After Jobs’ death in 2011, Gates said he respected the Apple founder and was grateful for her competition. The philanthropist’s relationship with Elon Musk has been even more turbulent in recent years. The two men have publicly attacked each other and often have different opinions on everything from space travel to climate change. Gates told Musk’s biographer Walter Isaacson that the Tesla CEO was “super mean” to him in 2022.

“When he heard I had shorted the stock, he was super mean to me. But he’s super mean to so many people, so you can’t take it too personally,” Bill Gates told Isaacson. However, in Thursday’s discussion, Gates acknowledged that a “certain level of intensity” is required to succeed as an innovative leader.

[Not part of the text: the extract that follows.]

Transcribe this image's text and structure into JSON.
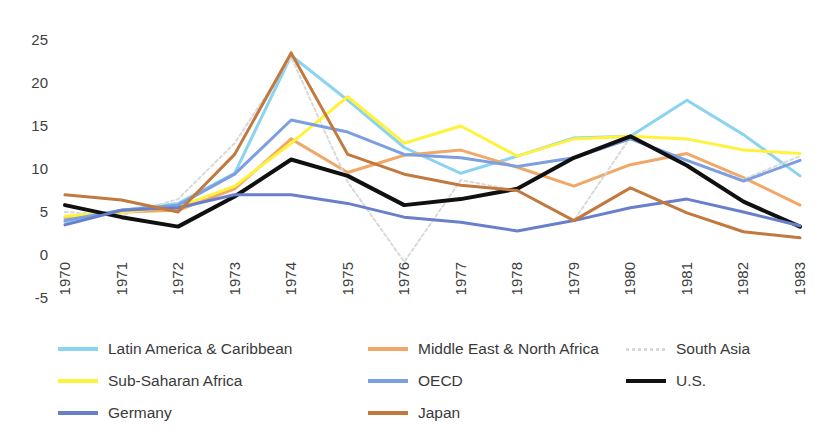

“In my twenties I was solely focused on Microsoft,” he said, “I didn’t believe in weekends or vacations.” The host asked Gates to confirm an urban legend that has been circulating for the past few years. According to this, in the early days of Microsoft, the billionaire memorized the license plates of all his employees in order to know who was working a lot of overtime.

“There weren’t that many license plates. We only had a few hundred employees,” Gates said, seeming to confirm the story. “I can still tell you when they came in and went out,” he added. Gates credits his intensity to the “positive experience” he had at Microsoft, which he says still guides his thinking today. “I look at every problem through this innovation lens,” he said.